Restated with gentler language: Would you argue with someone who claimed Seven Nation Army had their favorite bass part? I would let them think that, because Jack White's guitar effects made it sound like a bass guitar, so I wouldn't care if it wasn't that actual instrument. When one has to look it up online or see photos from the recording session to disprove what something sounds like to the ears, then that sounds like a ticky tack argument. In the case of The Yardbirds, they already had the sitar version in the bag. If they released it then they would have gotten some rock sitar credit, and yet the riff wouldn't have sounded as cool. PS: odd to discard the influence of a forgotten rock band (with only 2 top 20 UK hits and nothing charting after 1966) but not actually counter the specifics that have been presented. Did David Bowie not write that? Did Bob Dylan and The Clash not sing that? Did Mick Jagger not do that? Did Pete Townshend not "borrow" that? Did Joey Ramone, David Gilmour, Jimmy Page, Van Morrison, Johnny Rotten, John Lennon (etc) not say that? Apparently not. I'm glad you were able to settle that with one sentence.
No, they might have been able to put together 1 more good album, but they were a mostly spent force creatively. They all had some good solo tracks, but nothing that was really groundbreaking after 1971 - there was no Sticky Fingers, Exile on Main Street, Who's Next, Dark Side of the Moon, The Wall or Some Girls in their future, and their own niche was rapidly filled by similar bands like KISS and ELO that were still hungry and writing catchy tunes.
I guess it depends on whether you can hear a "standard pop number" under a song like Strawberry Fields Forever.
The whole thing with The Beatles was the combination that gave results not just 4 times greater, but a **** ton greater. Lennon's Plastic Ono Band was innovative, but it's a bit stark for the average person. McCartney's McCartney was innovative, but it wasn't "meaningful", a little too undone and ragged and seemingly "lightweight". Harrison's All Things Must Pass was too overwhelming, great gems plus lots of other stuff. Ringo is Ringo. Abbey Road was all that refined to perfection, with Martin and Emerick....taking the same exact stuff and making it into a perfect diamond. Look at a track like I Want You (She's So Heavy)....it's almost a piece of nothing at first...a lick....The Beatles together turned it into a masterpiece.
Ob-bla-di, Ob-bla-da has a Carribean flavour to it, but that's all. It's not reggae. However, I always felt that there were elements of ska in the two 1964 songs, I Call Your Name and She's a Woman. Of course, I'm not about to claim that The Beatles invented ska, that was obviously something that came from Jamaica. I do wonder though, if they were the first white act to incorporate these elements.
In my opinion the band broke up just at the right time with their best album - Abbey Road. Too bad Let It Be was released afterwards.
@Piiijiii - Why do so many think that 1970 was the right time for them to disband when: The break-up came as a shock and the was a lot of demand for a reunion for the rest of John Lennon's lifetime. Plenty of bands, some as successful as the Rolling Stones, U2 and Radiohead, have been together longer. Did of all these become "greatest hits" bands in their first 20 years together? What neither the Beatles nor any other band explored in the 1960s or any earlier has been explored by other bands in the 1970s and even later.
I think Abbey Road is a perfect farewell album with it's golden, dreamy sound and harmonies. Released near the end of the 60s with promises for the next decade they didn't have to fulfil. And (apart from Her Majesty) with the perfect lyrical end ("And in the end...") I'm also a big fan of the first McCartney and Lennon solo albums and don't miss The Beatles in that era. Of course that's no answer to the "breaking ground" topic of that thread. They did a lot of that but it's also often exaggerated ... especially here in this forum.
Let it Be was a bit of a mess but it added some good tunes to the catalogue and some insight into their demise. No real harm done. When we all knew Abbey Road was their true final album, it all made sense.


> **REQUIRED WORK**: Every record shown below should be duplicated exactly.
(INPUT RECORDS Opens)
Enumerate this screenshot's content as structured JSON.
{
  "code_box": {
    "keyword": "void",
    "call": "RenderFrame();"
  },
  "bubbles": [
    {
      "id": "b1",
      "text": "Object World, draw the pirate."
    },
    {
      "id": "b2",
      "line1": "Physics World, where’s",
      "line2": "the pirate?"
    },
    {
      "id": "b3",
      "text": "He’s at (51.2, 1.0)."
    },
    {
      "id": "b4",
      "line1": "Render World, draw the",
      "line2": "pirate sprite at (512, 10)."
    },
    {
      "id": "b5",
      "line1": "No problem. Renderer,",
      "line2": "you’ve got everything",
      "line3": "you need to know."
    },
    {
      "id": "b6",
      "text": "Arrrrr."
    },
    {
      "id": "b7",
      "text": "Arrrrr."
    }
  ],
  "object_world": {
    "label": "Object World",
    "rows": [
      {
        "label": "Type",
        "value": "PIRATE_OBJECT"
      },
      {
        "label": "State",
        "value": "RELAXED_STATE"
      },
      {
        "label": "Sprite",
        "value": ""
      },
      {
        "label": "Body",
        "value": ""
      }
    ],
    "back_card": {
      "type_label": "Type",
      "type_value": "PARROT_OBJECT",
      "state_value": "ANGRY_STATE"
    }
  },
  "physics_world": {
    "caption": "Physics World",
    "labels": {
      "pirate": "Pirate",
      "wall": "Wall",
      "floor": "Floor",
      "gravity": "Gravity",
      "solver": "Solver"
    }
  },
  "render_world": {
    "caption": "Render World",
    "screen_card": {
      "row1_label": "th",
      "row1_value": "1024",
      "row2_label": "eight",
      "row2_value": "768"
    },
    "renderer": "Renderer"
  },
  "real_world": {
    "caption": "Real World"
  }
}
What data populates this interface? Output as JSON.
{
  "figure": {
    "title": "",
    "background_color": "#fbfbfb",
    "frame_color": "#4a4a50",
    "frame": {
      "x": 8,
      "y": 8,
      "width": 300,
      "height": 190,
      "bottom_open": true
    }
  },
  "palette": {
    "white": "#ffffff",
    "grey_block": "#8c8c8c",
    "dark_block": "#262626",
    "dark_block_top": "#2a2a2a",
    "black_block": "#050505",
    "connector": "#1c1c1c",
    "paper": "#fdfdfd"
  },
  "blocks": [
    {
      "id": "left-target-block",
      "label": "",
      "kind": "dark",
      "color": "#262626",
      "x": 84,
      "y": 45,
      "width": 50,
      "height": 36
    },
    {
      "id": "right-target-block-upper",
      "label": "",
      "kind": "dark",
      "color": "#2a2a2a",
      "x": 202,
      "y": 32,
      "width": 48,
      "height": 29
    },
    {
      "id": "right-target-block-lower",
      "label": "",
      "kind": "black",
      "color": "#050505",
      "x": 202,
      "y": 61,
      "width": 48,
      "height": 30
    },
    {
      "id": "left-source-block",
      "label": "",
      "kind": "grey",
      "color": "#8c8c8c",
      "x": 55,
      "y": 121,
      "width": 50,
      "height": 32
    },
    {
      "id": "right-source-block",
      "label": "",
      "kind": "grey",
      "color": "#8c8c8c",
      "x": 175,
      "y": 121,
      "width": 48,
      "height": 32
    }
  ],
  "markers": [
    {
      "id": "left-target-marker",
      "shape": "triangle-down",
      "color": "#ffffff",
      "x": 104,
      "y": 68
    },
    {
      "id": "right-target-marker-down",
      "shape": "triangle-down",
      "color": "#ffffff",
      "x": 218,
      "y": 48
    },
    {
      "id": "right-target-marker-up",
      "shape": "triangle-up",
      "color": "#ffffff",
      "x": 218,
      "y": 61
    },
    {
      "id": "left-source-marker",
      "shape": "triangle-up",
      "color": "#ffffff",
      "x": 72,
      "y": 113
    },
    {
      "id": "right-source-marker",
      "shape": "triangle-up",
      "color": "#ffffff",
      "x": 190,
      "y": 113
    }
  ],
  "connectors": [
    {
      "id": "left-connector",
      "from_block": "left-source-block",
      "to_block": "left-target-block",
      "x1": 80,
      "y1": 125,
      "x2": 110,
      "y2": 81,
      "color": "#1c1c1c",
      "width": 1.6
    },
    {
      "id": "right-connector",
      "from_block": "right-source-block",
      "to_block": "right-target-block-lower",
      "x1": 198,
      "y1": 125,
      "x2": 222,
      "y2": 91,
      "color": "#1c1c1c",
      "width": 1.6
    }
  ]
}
(INPUT RECORDS Closes)
> **RESPONSE BELOW**:
Enumerate this screenshot's content as structured JSON.
{
  "code_box": {
    "keyword": "void",
    "call": "RenderFrame();"
  },
  "bubbles": [
    {
      "id": "b1",
      "text": "Object World, draw the pirate."
    },
    {
      "id": "b2",
      "line1": "Physics World, where’s",
      "line2": "the pirate?"
    },
    {
      "id": "b3",
      "text": "He’s at (51.2, 1.0)."
    },
    {
      "id": "b4",
      "line1": "Render World, draw the",
      "line2": "pirate sprite at (512, 10)."
    },
    {
      "id": "b5",
      "line1": "No problem. Renderer,",
      "line2": "you’ve got everything",
      "line3": "you need to know."
    },
    {
      "id": "b6",
      "text": "Arrrrr."
    },
    {
      "id": "b7",
      "text": "Arrrrr."
    }
  ],
  "object_world": {
    "label": "Object World",
    "rows": [
      {
        "label": "Type",
        "value": "PIRATE_OBJECT"
      },
      {
        "label": "State",
        "value": "RELAXED_STATE"
      },
      {
        "label": "Sprite",
        "value": ""
      },
      {
        "label": "Body",
        "value": ""
      }
    ],
    "back_card": {
      "type_label": "Type",
      "type_value": "PARROT_OBJECT",
      "state_value": "ANGRY_STATE"
    }
  },
  "physics_world": {
    "caption": "Physics World",
    "labels": {
      "pirate": "Pirate",
      "wall": "Wall",
      "floor": "Floor",
      "gravity": "Gravity",
      "solver": "Solver"
    }
  },
  "render_world": {
    "caption": "Render World",
    "screen_card": {
      "row1_label": "th",
      "row1_value": "1024",
      "row2_label": "eight",
      "row2_value": "768"
    },
    "renderer": "Renderer"
  },
  "real_world": {
    "caption": "Real World"
  }
}
What data populates this interface? Output as JSON.
{
  "figure": {
    "title": "",
    "background_color": "#fbfbfb",
    "frame_color": "#4a4a50",
    "frame": {
      "x": 8,
      "y": 8,
      "width": 300,
      "height": 190,
      "bottom_open": true
    }
  },
  "palette": {
    "white": "#ffffff",
    "grey_block": "#8c8c8c",
    "dark_block": "#262626",
    "dark_block_top": "#2a2a2a",
    "black_block": "#050505",
    "connector": "#1c1c1c",
    "paper": "#fdfdfd"
  },
  "blocks": [
    {
      "id": "left-target-block",
      "label": "",
      "kind": "dark",
      "color": "#262626",
      "x": 84,
      "y": 45,
      "width": 50,
      "height": 36
    },
    {
      "id": "right-target-block-upper",
      "label": "",
      "kind": "dark",
      "color": "#2a2a2a",
      "x": 202,
      "y": 32,
      "width": 48,
      "height": 29
    },
    {
      "id": "right-target-block-lower",
      "label": "",
      "kind": "black",
      "color": "#050505",
      "x": 202,
      "y": 61,
      "width": 48,
      "height": 30
    },
    {
      "id": "left-source-block",
      "label": "",
      "kind": "grey",
      "color": "#8c8c8c",
      "x": 55,
      "y": 121,
      "width": 50,
      "height": 32
    },
    {
      "id": "right-source-block",
      "label": "",
      "kind": "grey",
      "color": "#8c8c8c",
      "x": 175,
      "y": 121,
      "width": 48,
      "height": 32
    }
  ],
  "markers": [
    {
      "id": "left-target-marker",
      "shape": "triangle-down",
      "color": "#ffffff",
      "x": 104,
      "y": 68
    },
    {
      "id": "right-target-marker-down",
      "shape": "triangle-down",
      "color": "#ffffff",
      "x": 218,
      "y": 48
    },
    {
      "id": "right-target-marker-up",
      "shape": "triangle-up",
      "color": "#ffffff",
      "x": 218,
      "y": 61
    },
    {
      "id": "left-source-marker",
      "shape": "triangle-up",
      "color": "#ffffff",
      "x": 72,
      "y": 113
    },
    {
      "id": "right-source-marker",
      "shape": "triangle-up",
      "color": "#ffffff",
      "x": 190,
      "y": 113
    }
  ],
  "connectors": [
    {
      "id": "left-connector",
      "from_block": "left-source-block",
      "to_block": "left-target-block",
      "x1": 80,
      "y1": 125,
      "x2": 110,
      "y2": 81,
      "color": "#1c1c1c",
      "width": 1.6
    },
    {
      "id": "right-connector",
      "from_block": "right-source-block",
      "to_block": "right-target-block-lower",
      "x1": 198,
      "y1": 125,
      "x2": 222,
      "y2": 91,
      "color": "#1c1c1c",
      "width": 1.6
    }
  ]
}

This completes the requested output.